Vulnerability Discovery
Back when I released d0z.me, I realized that I had never set up event tracking for tarball downloads on my site. While getting this configured, I got curious as to how well Google sanitized the incoming data, given that a malicious user could arbitrarily define what events would be sent and then presented to an administrator. I wrote up some incredibly simple Javascript that would send an XSS testing string in the various fields provided by the event tracking API. After waiting a few minutes for it to update in the Analytics interface, I inspected the results.
Sure enough, while double quotes and tag characters were escaped in the corresponding link, single quotes were not. This would have been OK (the rest of their js code uses double quotes religiously for strings), but their use of Javascript link handlers and the need to pass an array of strings made the problem exploitable:
Good :
href="event_object_detail?id=XXXXXXX&pdr=XXXXX-XXXX" onclick="whatever_needs_doing()"
Bad :
href="javascript:analytics.PropertyManager._getInstance()._broadcastChange('events_bar_detail',
['type', 'location'+alert('xss')+'', 'event_action'])"

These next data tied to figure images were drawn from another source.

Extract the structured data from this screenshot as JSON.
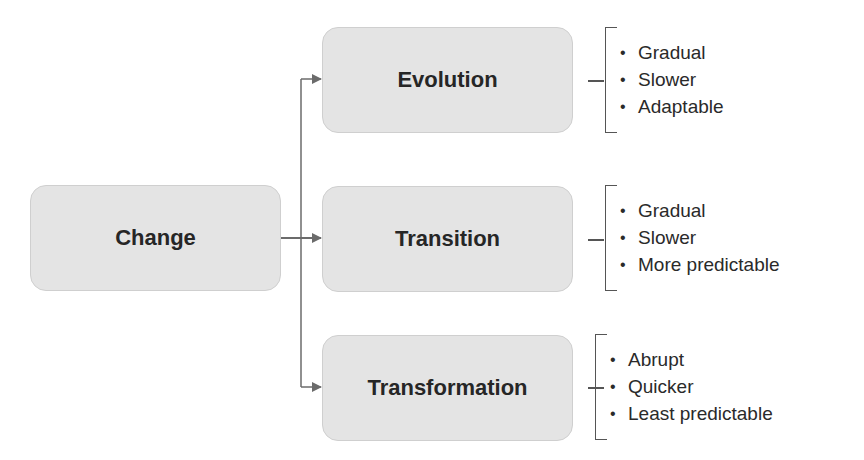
{
  "root": {
    "label": "Change"
  },
  "branches": [
    {
      "label": "Evolution",
      "traits": [
        "Gradual",
        "Slower",
        "Adaptable"
      ]
    },
    {
      "label": "Transition",
      "traits": [
        "Gradual",
        "Slower",
        "More predictable"
      ]
    },
    {
      "label": "Transformation",
      "traits": [
        "Abrupt",
        "Quicker",
        "Least predictable"
      ]
    }
  ],
  "colors": {
    "box_fill": "#e4e4e4",
    "box_border": "#cfcfcf",
    "connector": "#6b6b6b",
    "text": "#262626"
  }
}
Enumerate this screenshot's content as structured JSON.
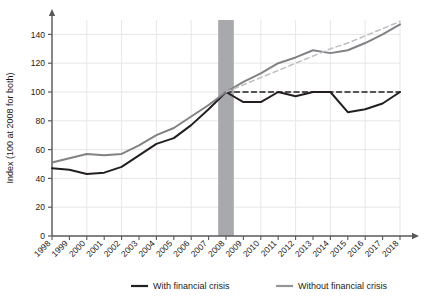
{
  "chart_data": {
    "type": "line",
    "title": "",
    "xlabel": "",
    "ylabel": "Index (100 at 2008 for both)",
    "ylim": [
      0,
      150
    ],
    "yticks": [
      0,
      20,
      40,
      60,
      80,
      100,
      120,
      140
    ],
    "grid": true,
    "legend_position": "bottom",
    "x": [
      1998,
      1999,
      2000,
      2001,
      2002,
      2003,
      2004,
      2005,
      2006,
      2007,
      2008,
      2009,
      2010,
      2011,
      2012,
      2013,
      2014,
      2015,
      2016,
      2017,
      2018
    ],
    "categories": [
      "1998",
      "1999",
      "2000",
      "2001",
      "2002",
      "2003",
      "2004",
      "2005",
      "2006",
      "2007",
      "2008",
      "2009",
      "2010",
      "2011",
      "2012",
      "2013",
      "2014",
      "2015",
      "2016",
      "2017",
      "2018"
    ],
    "series": [
      {
        "name": "With financial crisis",
        "color": "#231f20",
        "style": "solid",
        "values": [
          47,
          46,
          43,
          44,
          48,
          56,
          64,
          68,
          77,
          88,
          100,
          93,
          93,
          100,
          97,
          100,
          100,
          86,
          88,
          92,
          100
        ]
      },
      {
        "name": "Without financial crisis",
        "color": "#808285",
        "style": "solid",
        "values": [
          51,
          54,
          57,
          56,
          57,
          63,
          70,
          75,
          83,
          91,
          100,
          107,
          113,
          120,
          124,
          129,
          127,
          129,
          134,
          140,
          147
        ]
      },
      {
        "name": "With financial crisis trend",
        "color": "#231f20",
        "style": "dashed",
        "values": [
          null,
          null,
          null,
          null,
          null,
          null,
          null,
          null,
          null,
          null,
          100,
          100,
          100,
          100,
          100,
          100,
          100,
          100,
          100,
          100,
          100
        ]
      },
      {
        "name": "Without financial crisis trend",
        "color": "#bcbec0",
        "style": "dashed",
        "values": [
          null,
          null,
          null,
          null,
          null,
          null,
          null,
          null,
          null,
          null,
          100,
          105,
          110,
          115,
          120,
          125,
          130,
          134,
          139,
          144,
          149
        ]
      }
    ],
    "shaded_band": {
      "label": "2008",
      "from": 2007.55,
      "to": 2008.45,
      "color": "#a7a9ac"
    }
  },
  "legend": {
    "items": [
      {
        "label": "With financial crisis",
        "color": "#231f20"
      },
      {
        "label": "Without financial crisis",
        "color": "#939598"
      }
    ]
  },
  "axis": {
    "y_title": "Index (100 at 2008 for both)",
    "y_labels": [
      "0",
      "20",
      "40",
      "60",
      "80",
      "100",
      "120",
      "140"
    ],
    "x_labels": [
      "1998",
      "1999",
      "2000",
      "2001",
      "2002",
      "2003",
      "2004",
      "2005",
      "2006",
      "2007",
      "2008",
      "2009",
      "2010",
      "2011",
      "2012",
      "2013",
      "2014",
      "2015",
      "2016",
      "2017",
      "2018"
    ]
  },
  "colors": {
    "crisis_line": "#231f20",
    "no_crisis_line": "#808285",
    "band": "#a7a9ac",
    "grid": "#e8e6e6",
    "axis": "#58595b",
    "trend_dashed": "#bcbec0"
  }
}
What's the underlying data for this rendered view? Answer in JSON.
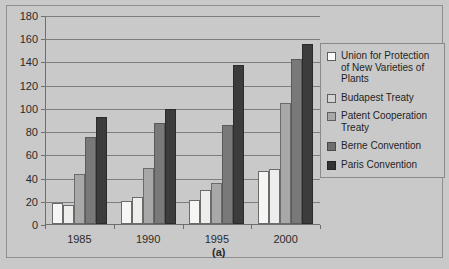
{
  "chart_data": {
    "type": "bar",
    "title": "",
    "subtitle": "",
    "caption": "(a)",
    "xlabel": "",
    "ylabel": "",
    "categories": [
      "1985",
      "1990",
      "1995",
      "2000"
    ],
    "ylim": [
      0,
      180
    ],
    "ytick_step": 20,
    "yticks": [
      "0",
      "20",
      "40",
      "60",
      "80",
      "100",
      "120",
      "140",
      "160",
      "180"
    ],
    "grid": true,
    "legend_position": "right",
    "series": [
      {
        "name": "Union for Protection of New Varieties of Plants",
        "color": "#f6f6f4",
        "values": [
          18,
          20,
          21,
          46
        ]
      },
      {
        "name": "Budapest Treaty",
        "color": "#ededeb",
        "values": [
          16,
          23,
          29,
          47
        ]
      },
      {
        "name": "Patent Cooperation Treaty",
        "color": "#a8a8a8",
        "values": [
          43,
          48,
          35,
          104
        ]
      },
      {
        "name": "Berne Convention",
        "color": "#797979",
        "values": [
          75,
          87,
          85,
          142
        ]
      },
      {
        "name": "Paris Convention",
        "color": "#3c3c3c",
        "values": [
          92,
          99,
          137,
          155
        ]
      }
    ]
  },
  "legend": {
    "items": [
      {
        "label": "Union for Protection of New Varieties of Plants"
      },
      {
        "label": "Budapest Treaty"
      },
      {
        "label": "Patent Cooperation Treaty"
      },
      {
        "label": "Berne Convention"
      },
      {
        "label": "Paris Convention"
      }
    ]
  }
}
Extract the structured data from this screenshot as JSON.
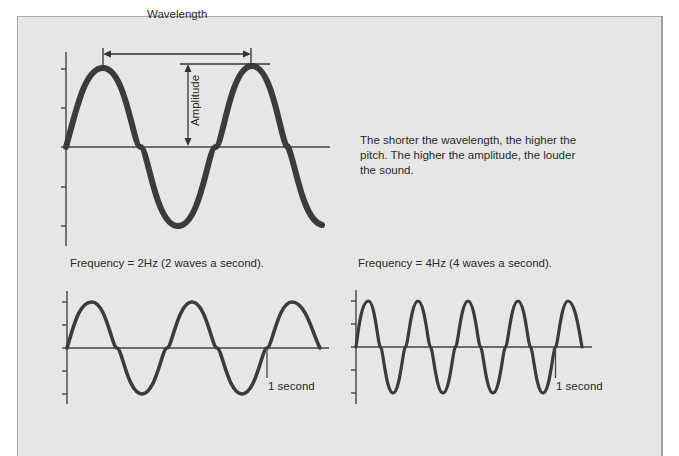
{
  "diagram": {
    "colors": {
      "background": "#e6e6e6",
      "wave": "#3b3b3b",
      "axis": "#444444",
      "text": "#2a2a2a",
      "frame": "#a9a9a9"
    },
    "main_wave": {
      "wavelength_label": "Wavelength",
      "amplitude_label": "Amplitude",
      "caption": "The shorter the wavelength, the higher the pitch. The higher the amplitude, the louder the sound."
    },
    "wave_2hz": {
      "label": "Frequency = 2Hz (2 waves a second).",
      "marker_label": "1 second",
      "cycles_per_second": 2
    },
    "wave_4hz": {
      "label": "Frequency = 4Hz (4 waves a second).",
      "marker_label": "1 second",
      "cycles_per_second": 4
    }
  }
}
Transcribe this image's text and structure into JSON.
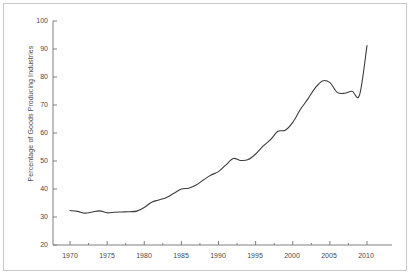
{
  "chart_data": {
    "type": "line",
    "title": "",
    "xlabel": "",
    "ylabel": "Percentage of Goods Producing Industries",
    "xlim": [
      1970,
      2012
    ],
    "ylim": [
      20,
      100
    ],
    "grid": false,
    "legend": null,
    "line_color": "#3c3c3c",
    "axis_color": "#808080",
    "tick_color": "#808080",
    "label_color": "#4a4a4a",
    "frame_color": "#c8c8c8",
    "background": "#ffffff",
    "y_ticks": [
      20,
      30,
      40,
      50,
      60,
      70,
      80,
      90,
      100
    ],
    "y_tick_labels": [
      "20",
      "30",
      "40",
      "50",
      "60",
      "70",
      "80",
      "90",
      "100"
    ],
    "x_ticks": [
      1970,
      1975,
      1980,
      1985,
      1990,
      1995,
      2000,
      2005,
      2010
    ],
    "x_tick_labels": [
      "1970",
      "1975",
      "1980",
      "1985",
      "1990",
      "1995",
      "2000",
      "2005",
      "2010"
    ],
    "x_minor_ticks": [
      1972.5,
      1977.5,
      1982.5,
      1987.5,
      1992.5,
      1997.5,
      2002.5,
      2007.5
    ],
    "series": [
      {
        "name": "Percentage of Goods Producing Industries",
        "x": [
          1970,
          1971,
          1972,
          1973,
          1974,
          1975,
          1976,
          1977,
          1978,
          1979,
          1980,
          1981,
          1982,
          1983,
          1984,
          1985,
          1986,
          1987,
          1988,
          1989,
          1990,
          1991,
          1992,
          1993,
          1994,
          1995,
          1996,
          1997,
          1998,
          1999,
          2000,
          2001,
          2002,
          2003,
          2004,
          2005,
          2006,
          2007,
          2008,
          2009,
          2010
        ],
        "y": [
          32.3,
          32.0,
          31.4,
          31.8,
          32.2,
          31.5,
          31.7,
          31.8,
          31.9,
          32.1,
          33.4,
          35.3,
          36.1,
          37.0,
          38.5,
          40.0,
          40.3,
          41.4,
          43.3,
          45.0,
          46.2,
          48.6,
          50.9,
          50.2,
          50.5,
          52.5,
          55.3,
          57.6,
          60.6,
          61.0,
          63.8,
          68.3,
          72.0,
          76.0,
          78.6,
          78.0,
          74.5,
          74.2,
          74.9,
          73.6,
          91.2
        ]
      }
    ]
  }
}
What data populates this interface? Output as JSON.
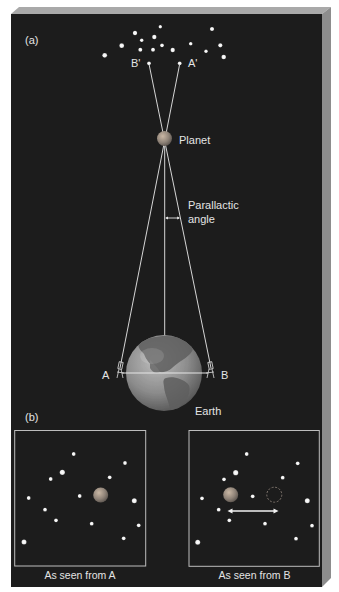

Interestingly, the Top Events section of the Event Handling page
seems to be the only place in the Analytics admin interface where
Javascript is called like this, which might have been part of the reason
the vulnerability existed. It also did not overtly break the page,
which might have kept testers from noticing. Getting into the Top Events
section is trivial, as one only has to loop the Javascript as much as
desired.In Action :
Note that the malicious nature of the link is only obvious for demonstration reasons. Simply putting a legitimate URL in front of the malicious payload would hide it from the user.
Disclosure
I contacted Google regarding the vulnerability on January 5th, with relevant PoC code. They replied on the 6th, confirming the vulnerability, and confirmed that a patch had been written and was being tested on the 12th. On February 3rd, they confirmed their testing was complete, and that the patch was in place. I confirmed with my own tests, and then publicly disclosed. In addition, I was awarded $1000 for the report. Not bad for a little bit of Javascript and poking around. :P
Unrelated Blather
To those wondering where I've been the past month or so, I have been busy IRL getting set up at grad school among many things. As this blog is mainly to document the research and such that I am doing, the amount I post is directly related to the time I have to mess with things. I promise, updates to d0z.me soon, as well as my first Android vulnerability (yay!), and then whatever I feel like posting on after that. It's good to be back!